Christianity and Infant Health in India
Nidhiya Menon and
Kathleen McQueeney
Additional contact information
Kathleen McQueeney: Brandeis University
No 9177, IZA Discussion Papers from Institute of Labor Economics (IZA)
Abstract:
This paper studies child health in India focusing on differences in anthropometric outcomes between the three main religions – Hindus, Muslims and Christians. The results indicate that Christian infants have higher height-for-age z-scores as compared to infants of other religious identities, and that this is especially true for infant girls in states with a relatively large Christian presence. We instrument for Christian identity today using data on the location of Protestant and Christian missions, the incidence of epidemic diseases and natural disasters, and political crises (wars) that mission establishing countries were engaged in during India's colonial history.

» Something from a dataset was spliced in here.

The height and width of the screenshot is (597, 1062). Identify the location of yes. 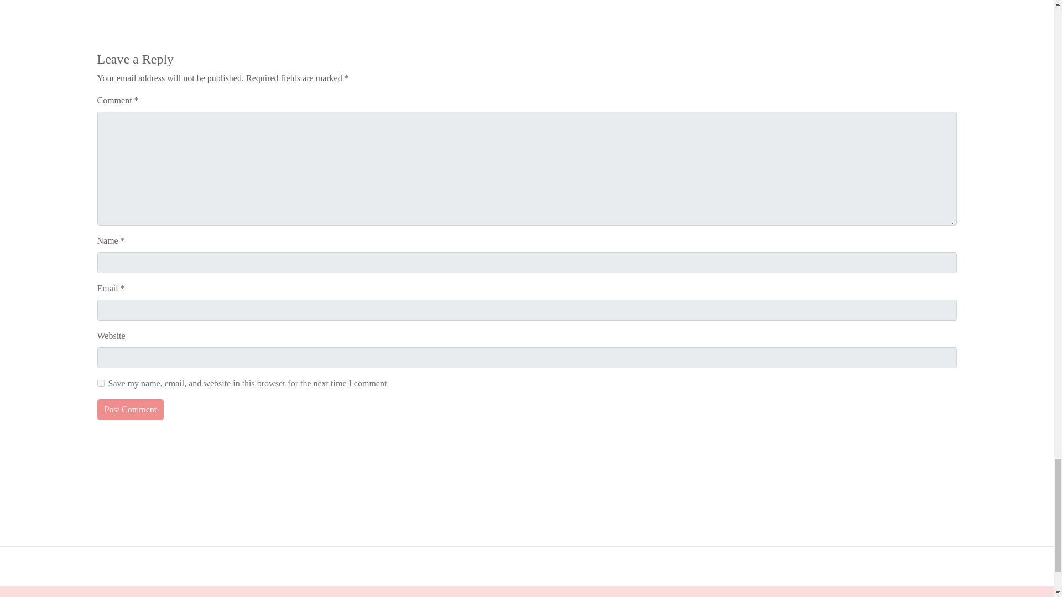
(101, 383).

The results are robust to a series of checks for instrument validity and omitted variables, and indicate that by inculcating awareness and spreading knowledge on sanitation and the scientific underpinnings of disease, the advent of Christianity has long-term health implications for India's children today.
Keywords: Muslim; Hindu; Christian; religion; child health; India (search for similar items in EconPapers)

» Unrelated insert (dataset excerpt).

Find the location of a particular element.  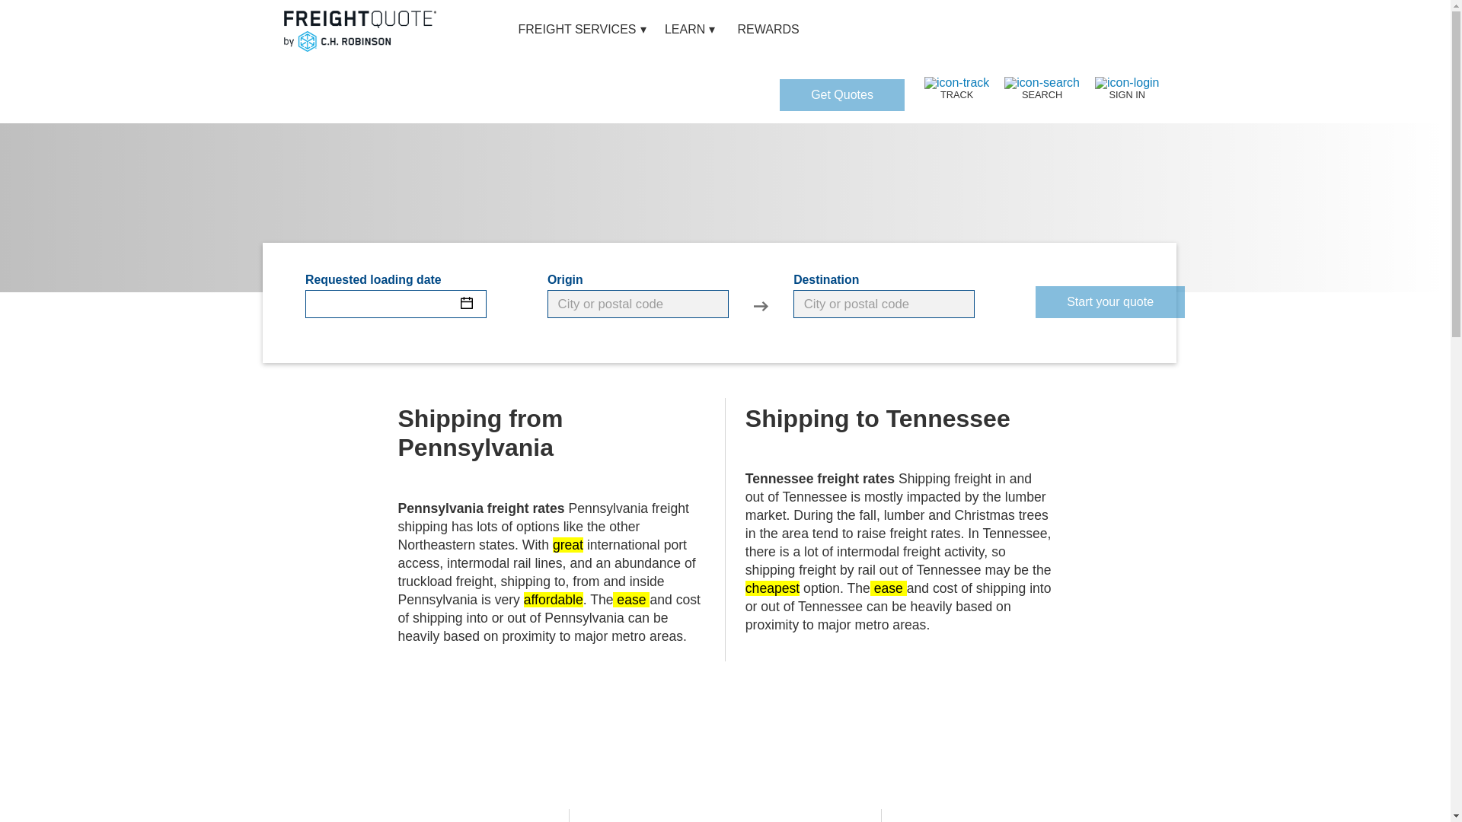

SEARCH is located at coordinates (1042, 88).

JEL-codes: I15 O12 Z12 (search for similar items in EconPapers)
Pages: 68 pages
Date: 2015-07
New Economics Papers: this item is included in nep-evo, nep-hea and nep-his
References: View references in EconPapers View complete reference list from CitEc
Citations: View citations in EconPapers (3)

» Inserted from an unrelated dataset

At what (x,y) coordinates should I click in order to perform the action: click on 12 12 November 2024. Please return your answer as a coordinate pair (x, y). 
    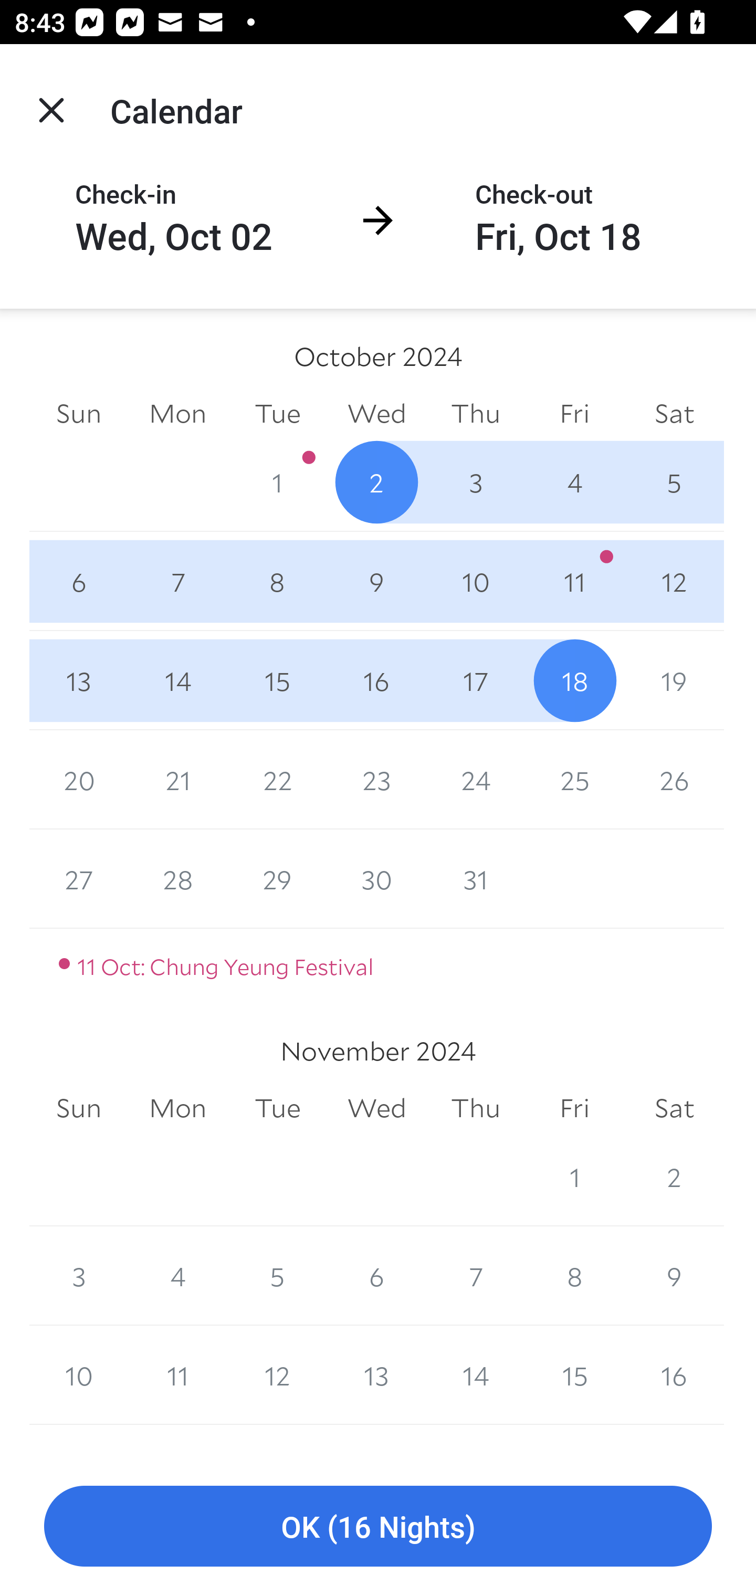
    Looking at the image, I should click on (277, 1376).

Published - published as 'Christianity and girl child health in India' in: World Development, 2020, 136, 105109
Downloads: (external link)
https://docs.iza.org/dp9177.pdf (application/pdf)
Related works:
This item may be available elsewhere in EconPapers: Search for items with the same title.
Export reference: BibTeX
RIS (EndNote, ProCite, RefMan)
HTML/Text
Persistent link: https://EconPapers.repec.org/RePEc:iza:izadps:dp9177
Ordering information: This working paper can be ordered from
IZA, Margard Ody, P.O. Box 7240, D-53072 Bonn, Germany
library@iza.org
Access Statistics for this paper
More papers in IZA Discussion Papers from Institute of Labor Economics (IZA) IZA, P.O. Box 7240, D-53072 Bonn, Germany. Contact information at EDIRC.